Viewers could be forgiven for thinking commercial television is all there is. Ads and more ads. A narrowing range of programmes, all aimed at the mass audience. Endless American crime series - we must be more informed on the latest breakthroughs in forensic analysis than on social trends in our own country. American sitcoms complete with raucous canned laughter. International variations on cooking competitions. Or freak shows masquerading as documentaries.
Is that it? Is that the level to which television has sunk in this country? Commercial television is all very well, but it cannot be all there is. There needs to be some kind of balance between the commercial arena and programmes that are not driven by the ratings and the demands of advertisers trying to reach their favoured demographics. Programmes that are driven by social or cultural needs, programmes that stimulate the mind, programmes that inform, educate and often inspire, sometimes derided under the label of public broadcasting.
Such programmes include documentaries that reveal significant aspects of our past, or examine present trends and future possibilities. Or programmes that exhibit our culture through performance - concerts, opera or ballet, counterpoints to the popular culture we will undoubtedly see in New Zealand's Got Talent. Or programmes appealing to ethnic or cultural minorities, be they book-lovers or those interested in analysis of our media.
Essentially public broadcasting aims to meet the challenge of providing quality programmes for all sections of society, especially those not served by commercial broadcasters, aptly described as market failure.
Which is why we must preserve TVNZ 7. Let us not accept its loss too readily, as Paul Casserly is inclined to do (Herald, April 16). For those who have not yet discovered this channel, it is a factual outlet with quality documentaries, imported and local, and news on the hour with a substantial hour long news programme daily at 8pm. It also carries a number of original local programmes appealing to specific groups - Media 7 for media followers, The Good Word for book-lovers, Back Benches for political aficionados, The Court Report for legal buffs, and Hindsight for those keen to trawl the past.
It is a digital only, entirely non-commercial channel, paid for with government funding to encourage the launch of new digital channels in advance of the switch from analogue to digital in the near future. But it can fairly be described as the last bastion of public broadcasting in our otherwise fully commercial environment. (Maori Television can also be considered a form of public broadcasting). TVNZ's Charter and the public funding attached to it has been removed by the National Government, meaning it is driven only by commercial imperatives and is a public broadcaster in name only.
Which means that TVNZ has little or no interest in continuing to provide TVNZ 7, and the Government has said that funding for the channel will stop in June.
Government Ministers are fond of saying public broadcasting in television is achieved through NZ On Air, which funds a variety of local programmes across the commercial channels, programmes that might well not be made if they were not funded by NZ On Air, in that imported programmes are always much cheaper than programmes made here.
NZ On Air allocates its limited funding adroitly but it is at the mercy of the commercial broadcasters - it can only fund programmes that they are willing to screen, and commercial pressures have intensified in recent months.
NZ On Air funds some elements of public broadcasting but by no means the full range of programmes. Nor does it fund any of the programmes on TVNZ 7.
So what is to be done? Clearly we need to retain TVNZ 7 or a channel like it where viewers can find non-commercial programming. Is it a matter of cost? If the channel continued to be hosted by TVNZ, or possibly by Sky under the forthcoming Igloo package, the cost of programme content could be as little as $10 million to $15 million a year. The Government has said there will be no new money for broadcasting, but this relatively small sum could come from the digital dividend - up to $1 billion of windfall profits accruing to the Treasury from the sale of the redundant frequencies when we transition to digital.
It is not so much a question of money as of political will. Neither the Government nor TVNZ has any appreciation of, or appetite for, public broadcasting. So viewers who care, who believe that it is vital that we have a non-commercial platform to balance all the commercial channels, should speak up loudly now. Tell the Government that we cannot accept its decision to close TVNZ 7. Sign the petition at www.savetvnz7.co.nz . If we lose TVNZ 7, its demise will signal an abject failure of government policy. As a nation we deserve better than this.
Paul Norris is a senior staff member of the New Zealand Broadcasting School at the Christchurch Polytechnic. He is the co-author of a recently completed evaluative study of NZ On Air 1989-2011.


• [Aim of the exercise]
In the copy, include no images. Reproduce the entries exactly.
-- Extracted information follows --
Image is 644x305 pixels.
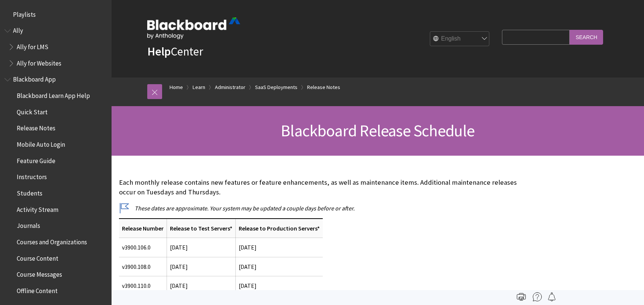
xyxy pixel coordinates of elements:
[517,292,526,301] img: Print
[147,44,171,59] strong: Help
[17,269,62,279] span: Course Messages
[17,252,58,262] span: Course Content
[119,277,167,295] td: v3900.110.0
[13,25,23,35] span: Ally
[13,9,35,18] span: Playlists
[17,171,47,181] span: Instructors
[17,204,58,214] span: Activity Stream
[17,220,40,230] span: Journals
[167,277,236,295] td: [DATE]
[167,218,236,238] th: Release to Test Servers*
[4,9,107,21] nav: Book outline for Playlists
[169,83,183,92] a: Home
[307,83,340,92] a: Release Notes
[17,122,55,132] span: Release Notes
[119,218,167,238] th: Release Number
[255,83,298,92] a: SaaS Deployments
[548,292,556,301] img: Follow this page
[281,121,475,140] span: Blackboard Release Schedule
[570,30,604,44] input: Search
[119,238,167,257] td: v3900.106.0
[193,83,205,92] a: Learn
[17,235,87,245] span: Courses and Organizations
[215,83,245,92] a: Administrator
[430,32,490,47] select: Site Language Selector
[236,238,323,257] td: [DATE]
[236,218,323,238] th: Release to Production Servers*
[17,187,43,197] span: Students
[119,204,526,212] p: These dates are approximate. Your system may be updated a couple days before or after.
[17,89,90,99] span: Blackboard Learn App Help
[17,106,47,116] span: Quick Start
[236,277,323,295] td: [DATE]
[4,25,107,70] nav: Book outline for Anthology Ally Help
[17,155,55,165] span: Feature Guide
[17,57,62,67] span: Ally for Websites
[13,73,56,84] span: Blackboard App
[236,257,323,276] td: [DATE]
[167,257,236,276] td: [DATE]
[147,44,203,59] a: HelpCenter
[17,138,65,148] span: Mobile Auto Login
[167,238,236,257] td: [DATE]
[119,257,167,276] td: v3900.108.0
[533,292,542,301] img: More help
[147,18,240,39] img: Blackboard by Anthology
[119,177,526,197] p: Each monthly release contains new features or feature enhancements, as well as maintenance items....
[17,284,57,294] span: Offline Content
[17,40,48,50] span: Ally for LMS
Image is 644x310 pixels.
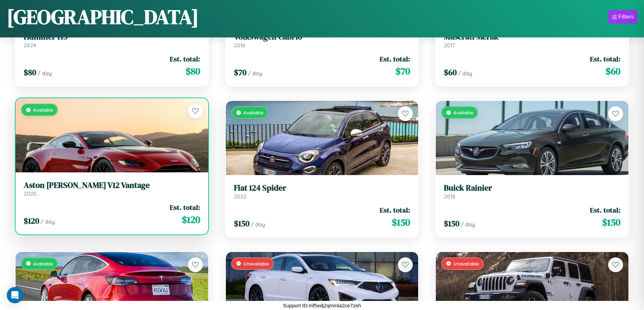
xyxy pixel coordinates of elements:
[453,261,479,267] span: Unavailable
[395,65,409,78] span: $ 70
[23,190,36,197] span: 2020
[444,218,459,229] span: $ 150
[458,70,472,77] span: / day
[244,110,263,115] span: Available
[6,287,23,304] div: Open Intercom Messenger
[23,180,200,197] a: Aston [PERSON_NAME] V12 Vantage2020
[23,67,36,78] span: $ 80
[444,183,620,193] h3: Buick Rainier
[23,180,200,190] h3: Aston [PERSON_NAME] V12 Vantage
[282,301,361,310] p: Support ID: mf5edj2qmmla2ce7zeh
[33,107,53,113] span: Available
[444,183,620,200] a: Buick Rainier2018
[23,32,200,49] a: Hummer H32024
[605,65,620,78] span: $ 60
[234,218,249,229] span: $ 150
[23,41,36,49] span: 2024
[380,54,409,64] span: Est. total:
[461,221,474,228] span: / day
[244,261,269,267] span: Unavailable
[251,221,265,228] span: / day
[23,215,39,226] span: $ 120
[234,32,410,49] a: Volkswagen Cabrio2016
[186,65,200,78] span: $ 80
[444,67,456,78] span: $ 60
[602,215,620,229] span: $ 150
[234,193,246,200] span: 2022
[170,203,200,213] span: Est. total:
[590,205,620,215] span: Est. total:
[444,32,620,49] a: Maserati Merak2017
[182,213,200,226] span: $ 120
[444,193,455,200] span: 2018
[6,3,198,31] h1: [GEOGRAPHIC_DATA]
[38,70,51,77] span: / day
[33,261,53,267] span: Available
[234,67,246,78] span: $ 70
[444,41,455,49] span: 2017
[590,54,620,64] span: Est. total:
[380,205,409,215] span: Est. total:
[248,70,262,77] span: / day
[41,218,55,225] span: / day
[608,10,637,23] button: Filters
[391,215,409,229] span: $ 150
[170,54,200,64] span: Est. total:
[618,14,633,20] div: Filters
[234,183,410,193] h3: Fiat 124 Spider
[234,41,245,49] span: 2016
[453,110,473,115] span: Available
[234,183,410,200] a: Fiat 124 Spider2022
-- Extracted information concluded --
• [Response area]
Image is 644x305 pixels.
xyxy pixel coordinates of elements:
[517,292,526,301] img: Print
[147,44,171,59] strong: Help
[17,269,62,279] span: Course Messages
[17,252,58,262] span: Course Content
[119,277,167,295] td: v3900.110.0
[13,25,23,35] span: Ally
[13,9,35,18] span: Playlists
[17,171,47,181] span: Instructors
[17,204,58,214] span: Activity Stream
[17,220,40,230] span: Journals
[167,277,236,295] td: [DATE]
[167,218,236,238] th: Release to Test Servers*
[4,9,107,21] nav: Book outline for Playlists
[169,83,183,92] a: Home
[307,83,340,92] a: Release Notes
[17,122,55,132] span: Release Notes
[119,218,167,238] th: Release Number
[255,83,298,92] a: SaaS Deployments
[548,292,556,301] img: Follow this page
[281,121,475,140] span: Blackboard Release Schedule
[570,30,604,44] input: Search
[119,238,167,257] td: v3900.106.0
[193,83,205,92] a: Learn
[17,235,87,245] span: Courses and Organizations
[215,83,245,92] a: Administrator
[430,32,490,47] select: Site Language Selector
[236,238,323,257] td: [DATE]
[236,218,323,238] th: Release to Production Servers*
[17,187,43,197] span: Students
[119,204,526,212] p: These dates are approximate. Your system may be updated a couple days before or after.
[17,89,90,99] span: Blackboard Learn App Help
[17,106,47,116] span: Quick Start
[236,277,323,295] td: [DATE]
[4,25,107,70] nav: Book outline for Anthology Ally Help
[17,155,55,165] span: Feature Guide
[17,57,62,67] span: Ally for Websites
[13,73,56,84] span: Blackboard App
[236,257,323,276] td: [DATE]
[167,257,236,276] td: [DATE]
[147,44,203,59] a: HelpCenter
[17,138,65,148] span: Mobile Auto Login
[167,238,236,257] td: [DATE]
[119,257,167,276] td: v3900.108.0
[533,292,542,301] img: More help
[147,18,240,39] img: Blackboard by Anthology
[119,177,526,197] p: Each monthly release contains new features or feature enhancements, as well as maintenance items....
[17,284,57,294] span: Offline Content
[17,40,48,50] span: Ally for LMS
Image is 644x310 pixels.
xyxy pixel coordinates of elements:
[453,261,479,267] span: Unavailable
[395,65,409,78] span: $ 70
[23,190,36,197] span: 2020
[444,218,459,229] span: $ 150
[458,70,472,77] span: / day
[244,110,263,115] span: Available
[6,287,23,304] div: Open Intercom Messenger
[23,180,200,197] a: Aston [PERSON_NAME] V12 Vantage2020
[23,67,36,78] span: $ 80
[444,183,620,193] h3: Buick Rainier
[23,180,200,190] h3: Aston [PERSON_NAME] V12 Vantage
[282,301,361,310] p: Support ID: mf5edj2qmmla2ce7zeh
[33,107,53,113] span: Available
[444,183,620,200] a: Buick Rainier2018
[23,32,200,49] a: Hummer H32024
[605,65,620,78] span: $ 60
[234,218,249,229] span: $ 150
[23,41,36,49] span: 2024
[380,54,409,64] span: Est. total:
[461,221,474,228] span: / day
[244,261,269,267] span: Unavailable
[251,221,265,228] span: / day
[23,215,39,226] span: $ 120
[234,32,410,49] a: Volkswagen Cabrio2016
[186,65,200,78] span: $ 80
[444,67,456,78] span: $ 60
[602,215,620,229] span: $ 150
[234,193,246,200] span: 2022
[170,203,200,213] span: Est. total:
[590,205,620,215] span: Est. total:
[444,32,620,49] a: Maserati Merak2017
[182,213,200,226] span: $ 120
[444,193,455,200] span: 2018
[6,3,198,31] h1: [GEOGRAPHIC_DATA]
[38,70,51,77] span: / day
[33,261,53,267] span: Available
[234,67,246,78] span: $ 70
[444,41,455,49] span: 2017
[590,54,620,64] span: Est. total:
[380,205,409,215] span: Est. total:
[248,70,262,77] span: / day
[41,218,55,225] span: / day
[608,10,637,23] button: Filters
[391,215,409,229] span: $ 150
[170,54,200,64] span: Est. total:
[618,14,633,20] div: Filters
[234,183,410,193] h3: Fiat 124 Spider
[234,41,245,49] span: 2016
[453,110,473,115] span: Available
[234,183,410,200] a: Fiat 124 Spider2022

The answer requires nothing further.